Jarakeflaxis couldn’t believe it, they were humans. What were free humans doing here? They were slamming metal spiked into him, keeping him pinned down as he floundered in the mud. One of the humans was the woman he and his friends had enjoyed not so long ago. She had a spike in her hand and he could see the gratification in her eyes as she started her swing. Then, he could see nothing because they’d driven their spikes into his eyes and he was blinded.
Kim looked down at the torn, shattered body. Rage, hatred and Krav Maga had killed Jarakeflaxis, killed him dead. So started the Resist bit of SERE. “Well done boys. Get him over to the rock there.”
They dragged the body over, then Kim drove spikes through its hands, crucifying it against the outcrop. Then, she dipped the hand in its green blood and painted four letters over the scene.
“PFLH?” McInery was confused.
“People’s Front for the Liberation of Hell.” Kim grinned savagely. “That’s us boys. Let’s tear this place apart.”

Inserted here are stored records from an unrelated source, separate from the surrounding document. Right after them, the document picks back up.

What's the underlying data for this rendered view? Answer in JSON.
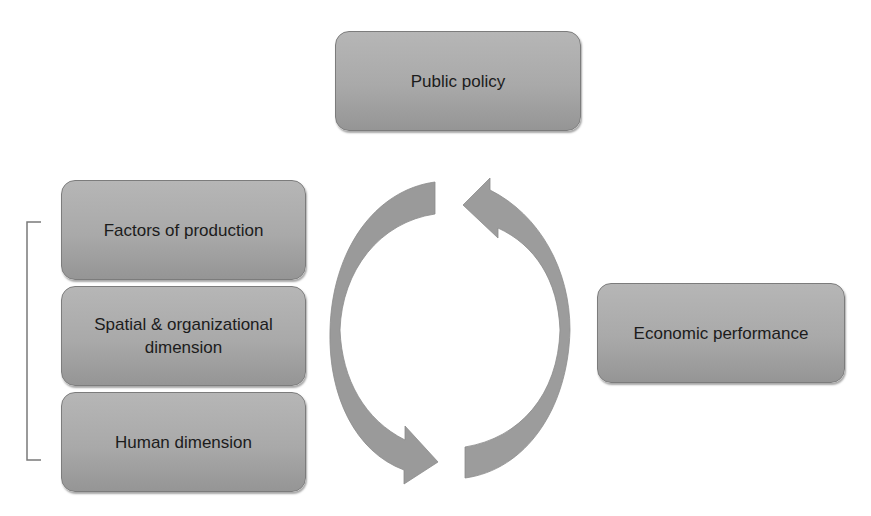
{
  "diagram": {
    "nodes": {
      "public_policy": "Public policy",
      "factors_of_production": "Factors of production",
      "spatial_organizational": "Spatial & organizational dimension",
      "human_dimension": "Human dimension",
      "economic_performance": "Economic performance"
    },
    "bracket_group": [
      "Factors of production",
      "Spatial & organizational dimension",
      "Human dimension"
    ],
    "cycle": {
      "arrows": [
        "left arrow: top to bottom (clockwise down)",
        "right arrow: bottom to top"
      ]
    },
    "colors": {
      "box_fill": "#a9a9a9",
      "box_border": "#7c7c7c",
      "arrow_light": "#a8a8a8",
      "arrow_dark": "#8a8a8a",
      "bracket": "#7a7a7a",
      "text": "#1c1c1c"
    }
  }
}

Wadi Al Khirr, Western Iraq Memnon hissed softly and sniffed the remains
of his companions. Groztith and Hezbitari had been flying next to him, soaring on the very ethers of this world savoring the panic and the fear. It was like the sweetest nectar to their refined senses. These monkeys were clever little things, they always had been but who would have imagined they would have come so far as to fly themselves in chariots of steel and plastic? Plastic. Memnon snorted in confusion. What was it? It was hard like metal yet he could divine nothing of the earth from it. No metal, no ore. It had no elemental song within itself, it did not sing, it did not even hum. It was a dead thing this plastic that only told him its name and nothing more.

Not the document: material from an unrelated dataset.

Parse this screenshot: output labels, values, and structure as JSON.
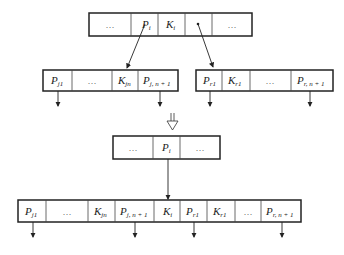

Yet these chariots of steel and plastic had been so very deadly, yes. Unleashing arrows of fire and steel that tore through ethereal flesh with rude abruptness and unerring accuracy his wing mates were overcome. Groztith barely had time to chant its challenge to the once-born. The arrows tore him into this pool of viscera and smoking bone. Memnon groaned slightly as his ruined left shoulder began throbbing again, ephemeral essence gelling and congealing over the gaping wound where his massive leathery wings had been. The chariots had eyes and they were not fooled.
It had taken all of his will to overcome the pain and panic as another human arrow of steel and fire had pinned him between his once proud wings. Hezbitari was dead as well, the leering face plastered against the cracked tree trunk to his left. The rest of the demonic form was sprayed in a smoldering mess splashed among the tree tops and underbrush. “You’re a fool Hezbitari.” Memnon growled as he made it up to his cloven hooves and steadied himself. Above him he still heard the chariots roaring triumphantly as they raced away after having circled over his clearing these last few minutes.

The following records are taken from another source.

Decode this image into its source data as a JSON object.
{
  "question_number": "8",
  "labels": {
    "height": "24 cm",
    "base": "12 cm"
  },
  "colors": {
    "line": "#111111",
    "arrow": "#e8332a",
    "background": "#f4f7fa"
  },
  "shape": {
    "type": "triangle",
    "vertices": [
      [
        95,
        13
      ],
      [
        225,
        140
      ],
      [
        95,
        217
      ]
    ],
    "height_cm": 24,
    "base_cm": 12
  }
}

His senses smelled the approaching monkeys before he heard them and he licked his lips. He smelled more plastic and steel and he knew they were armed with weapons that wounded far worse than simple steel swords and spears. It did not matter. Briefly, it was like the old days, he had the advantage. He had their minds before they even knew he was there. These ones were not like the others, the ones whose minds seemed shielded by something he couldn’t explain. These ones, the ones in the long robes, were vulnerable still. He held their minds in his hands and carefully formed the image of himself, transparent, invisible in his own. They would see what he wanted them to and that was nothing. He let loose a deep throaty laugh like some predator from this world’s bygone days. Memnon liked to play with his food. It was time for his pound of flesh.